Sunday Apr 14, 2024
My husband is an amazing cook. He reads recipes, comes up with his own variations, blending and layering ingredients in new and delicious ways. Even though he is amazing in our kitchen, he could not own a restaurant. Why? He knows how to time a meal with three dishes for eight people, but expanding that to thirty dishes, for one hundred people requires skills he does not have.
What does it take to be a social media chef?
The same challenge exists when it comes to professional social media. Lots of people are good on social media. They are funny and engaging. They have a large following and interact regularly. But just because they are great at managing their own accounts does not mean they have the skills to be a successful social media chef.
Precise Recipes
It is easy to improvise when you are cooking for a few people. A pinch of this, a dash of that. If you don’t have enough potatoes you can substitute with carrots. When you are cooking for a larger group and they expect a potato, that is what you have to serve. Slight variations will dramatically change your dishes when you are cooking on a large scale, so a precise recipe is required to order the food you need in bulk. In professional social media, that recipe is your content calendar. It outlines the ingredients (types of content) and the schedule (how often and when you will post). It is also used to create your shopping list.
A professional doesn’t just grab a random stock image at the last minute. Posts are planned, appropriate images and Gifs are selected, or created and scheduled to drop in the timeline at exactly the right time. While many experts have conducted research to find the exact right time, Sprout social has a terrific post on this topic. A professional social media chef knows how to use the industry standards, individual client data, and their own experience honed across a range of clients to create the ideal schedule.
Manage the Kitchen
When my husband is cooking the rest of the family stays out of the kitchen. He manages his time, switching from pot to pot so every dish arrives on the table at the same time. That works on a small scale, but restaurant chefs must create standard practices, train their staff, delegate tasks, and stay on top of everything that is happening at the same time. They can let go because they have laid the groundwork.
A professional social media chef will do the same thing. Whether they are part of your marketing team or an outside expert, their first task must be to create standard practices. Next, social media won’t work if you are relying on just one person to put messages out there. Everyone on your team needs to be trained and know how to engage in order to support the company’s social media program. Non-profit organizations with small staffs and large volunteer groups should extend this training to the loyal external community. When it comes to social media, the more people supporting the chef, the more delicious the result.
Walk into any restaurant kitchen during the dinner rush and it feels a bit like managed chaos. Somehow, in this chaos, the chef knows what is going on at each station. Social media management can feel that way as well. This is especially true as you widen your team, allowing multiple people to share and even post directly to your social pages. A good social media chef is continually training, coaching, providing guidance to marshall the resources of their entire team.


# Exercise goal
Please transcribe the listing that follows exactly; images are to be excluded.

# Data section
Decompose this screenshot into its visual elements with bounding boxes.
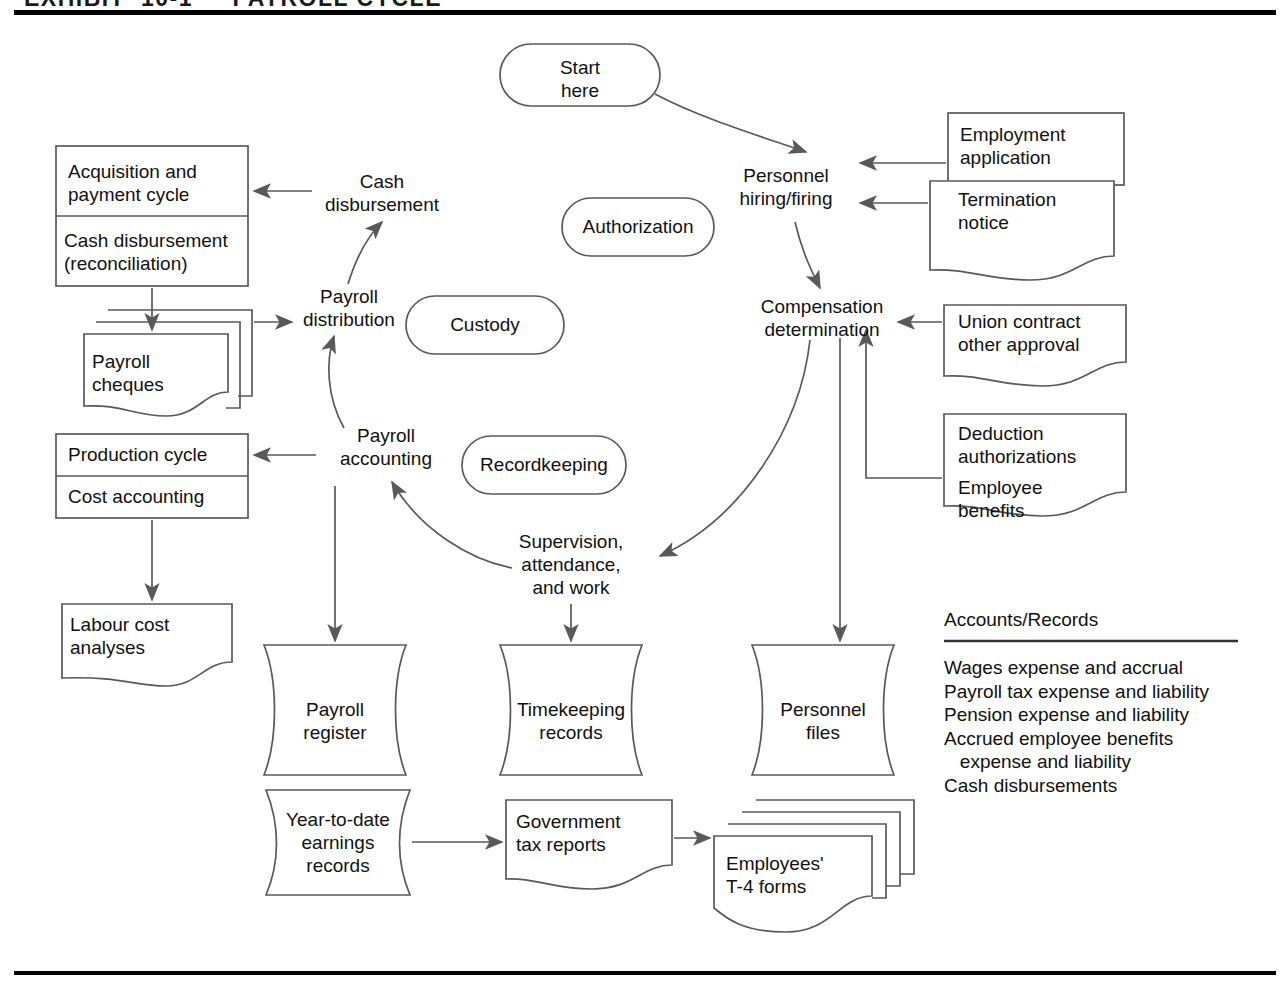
arc-compensation-to-supervision — [660, 340, 810, 556]
acquisition-box-label: Acquisition and payment cycle — [68, 160, 197, 206]
cash-disbursement-label: Cash disbursement — [325, 170, 439, 216]
exhibit-diagram: EXHIBIT 10-1 PAYROLL CYCLE — [0, 0, 1288, 998]
employee-benefits-label: Employee benefits — [958, 476, 1043, 522]
arrow-deduction-to-compensation — [866, 330, 942, 478]
ytd-earnings-label: Year-to-date earnings records — [286, 808, 390, 877]
accounts-records-list: Wages expense and accrual Payroll tax ex… — [944, 656, 1209, 797]
arc-payroll-accounting-to-distribution — [329, 336, 344, 428]
personnel-hiring-label: Personnel hiring/firing — [740, 164, 833, 210]
personnel-files-label: Personnel files — [780, 698, 866, 744]
payroll-register-label: Payroll register — [303, 698, 366, 744]
arc-distribution-to-cash-disbursement — [348, 222, 382, 284]
supervision-label: Supervision, attendance, and work — [519, 530, 624, 599]
authorization-label: Authorization — [583, 215, 694, 238]
government-tax-reports-label: Government tax reports — [516, 810, 621, 856]
custody-label: Custody — [450, 313, 520, 336]
accounts-records-heading: Accounts/Records — [944, 608, 1098, 632]
payroll-distribution-label: Payroll distribution — [303, 285, 395, 331]
arrow-start-to-personnel — [655, 94, 806, 152]
arc-supervision-to-payroll-accounting — [392, 482, 512, 568]
arrow-personnel-to-compensation — [795, 222, 820, 288]
start-here-label: Start here — [560, 56, 600, 102]
payroll-cheques-label: Payroll cheques — [92, 350, 164, 396]
payroll-accounting-label: Payroll accounting — [340, 424, 432, 470]
termination-notice-label: Termination notice — [958, 188, 1056, 234]
union-contract-label: Union contract other approval — [958, 310, 1081, 356]
labour-cost-label: Labour cost analyses — [70, 613, 169, 659]
deduction-authorizations-label: Deduction authorizations — [958, 422, 1076, 468]
production-cycle-label: Production cycle — [68, 443, 207, 466]
cash-disbursement-recon-label: Cash disbursement (reconciliation) — [64, 229, 228, 275]
cost-accounting-label: Cost accounting — [68, 485, 204, 508]
recordkeeping-label: Recordkeeping — [480, 453, 608, 476]
compensation-label: Compensation determination — [761, 295, 884, 341]
employees-t4-label: Employees' T-4 forms — [726, 852, 824, 898]
timekeeping-records-label: Timekeeping records — [517, 698, 625, 744]
employment-application-label: Employment application — [960, 123, 1066, 169]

# Answer below
Decompose this screenshot into its visual elements with bounding boxes.
arc-compensation-to-supervision — [660, 340, 810, 556]
acquisition-box-label: Acquisition and payment cycle — [68, 160, 197, 206]
cash-disbursement-label: Cash disbursement — [325, 170, 439, 216]
exhibit-diagram: EXHIBIT 10-1 PAYROLL CYCLE — [0, 0, 1288, 998]
employee-benefits-label: Employee benefits — [958, 476, 1043, 522]
arrow-deduction-to-compensation — [866, 330, 942, 478]
ytd-earnings-label: Year-to-date earnings records — [286, 808, 390, 877]
accounts-records-list: Wages expense and accrual Payroll tax ex… — [944, 656, 1209, 797]
arc-payroll-accounting-to-distribution — [329, 336, 344, 428]
personnel-hiring-label: Personnel hiring/firing — [740, 164, 833, 210]
personnel-files-label: Personnel files — [780, 698, 866, 744]
payroll-register-label: Payroll register — [303, 698, 366, 744]
arc-distribution-to-cash-disbursement — [348, 222, 382, 284]
supervision-label: Supervision, attendance, and work — [519, 530, 624, 599]
authorization-label: Authorization — [583, 215, 694, 238]
government-tax-reports-label: Government tax reports — [516, 810, 621, 856]
custody-label: Custody — [450, 313, 520, 336]
accounts-records-heading: Accounts/Records — [944, 608, 1098, 632]
payroll-distribution-label: Payroll distribution — [303, 285, 395, 331]
arrow-start-to-personnel — [655, 94, 806, 152]
arc-supervision-to-payroll-accounting — [392, 482, 512, 568]
arrow-personnel-to-compensation — [795, 222, 820, 288]
start-here-label: Start here — [560, 56, 600, 102]
payroll-cheques-label: Payroll cheques — [92, 350, 164, 396]
payroll-accounting-label: Payroll accounting — [340, 424, 432, 470]
termination-notice-label: Termination notice — [958, 188, 1056, 234]
union-contract-label: Union contract other approval — [958, 310, 1081, 356]
labour-cost-label: Labour cost analyses — [70, 613, 169, 659]
deduction-authorizations-label: Deduction authorizations — [958, 422, 1076, 468]
production-cycle-label: Production cycle — [68, 443, 207, 466]
cash-disbursement-recon-label: Cash disbursement (reconciliation) — [64, 229, 228, 275]
cost-accounting-label: Cost accounting — [68, 485, 204, 508]
recordkeeping-label: Recordkeeping — [480, 453, 608, 476]
compensation-label: Compensation determination — [761, 295, 884, 341]
employees-t4-label: Employees' T-4 forms — [726, 852, 824, 898]
timekeeping-records-label: Timekeeping records — [517, 698, 625, 744]
employment-application-label: Employment application — [960, 123, 1066, 169]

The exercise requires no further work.